Big Tech earnings are under pressure as the cloud cover decreases.

By Aditya Soni  and Yuvraj Malik

Big Tech earnings are under pressure as the cloud cover decreases.
By Aditya Soni  and Yuvraj Malik

Results from Big Tech confirmed worries that the rise in cloud services is slowing, limiting a lucrative source of profit when the companies’ other industries have been hurt by the slowing economy, and motivating a bet on artificial intelligence as the next growth driver.

Earnings from Amazon.com Inc (AMZN.O) and Microsoft Corp (MSFT.O), which jointly control the majority of the cloud industry, revealed that business growth had reached its lowest level since they began tracking it in 2015 and was on course to fall much more.

The smallest of the three cloud providers, Alphabet Inc (GOOGL.O), reported that Google Cloud climbed 32%, the slowest increase since the company started publishing the metric in 2019.
The bad results reflect a change in corporate customers’ spending habits brought on by the pandemic, since their budgets have been strained in recent months due to high inflation and rising interest rates.

Investors are beginning to doubt the cyclicality of the (cloud) sector, which was formerly considered to be the most defensive revenue stream in technology, according to Bernstein analysts.

For years, Microsoft and Amazon relied on the revenue from cloud services.

When the epidemic pushed individuals to work and study at home, the Windows manufacturer saw growth of about 50% in its Azure cloud-computing business during each quarter of 2020. Amazon Web Services (AWS), the industry leader, recorded a 30% increase in sales during the same time period.

But times have changed.

According to Refinitiv statistics, growth at AWS fell to a record low of 20% in the final quarter of 2022, reaching $21.4 billion, just missing analysts’ projections of $22.03 billion.

Microsoft’s sales in its so-called intelligent cloud division, which includes Azure, increased 18% from October to December, above estimates. However, its $21.7 billion to $22 billion prediction for the current quarter fell short of estimates of $22.14 billion.

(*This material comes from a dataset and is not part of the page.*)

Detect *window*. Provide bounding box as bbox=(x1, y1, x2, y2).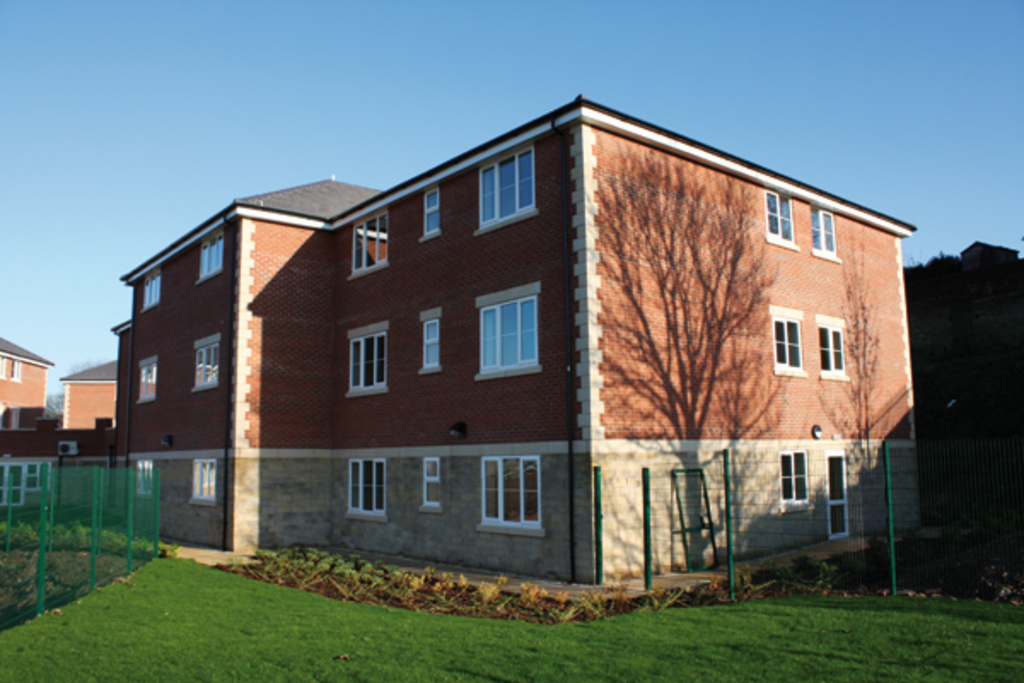
bbox=(346, 208, 391, 280).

According to Andrew Lipsman, chief analyst at Insider Intelligence, “The downturn in AWS was even worse than projected and means Amazon can’t rely on that business units’ operating profitability as much in coming quarters.”

Brian Olsavsky, the head of finance at Amazon, stated on Thursday that the business anticipates reduced cloud growth rates for the upcoming quarters. It was similar to what Microsoft said last week when it predicted a 4-5 basis point slowdown in growth for its Azure cloud computing division in the March quarter.

According to James Cordwell, analyst at Atlantic Equities, “You’ve just come off two years of rapid migration of workloads to the cloud, there’s definitely a lot of inefficiencies in cloud spending, and now there is a shifting focus to higher efficiency.”

SILVER LINING, AI
However, analysts warned that a hypothetical AI boom following the ChatGPT phenomenon might increase demand for cloud services once more. Applications utilising AI demand a lot of computer power, which is advantageous for businesses whose services support the technology.

Analysts stated that Microsoft is well-positioned as an investor and a partner in OpenAI, but any gains might not immediately transfer into profits.

“It will take some time for those (AI) improvements and the demand for associated cloud services to manifest. Over the upcoming few quarters, they are unlikely to counteract the existing headwinds in the enterprise sector “said Lipsman.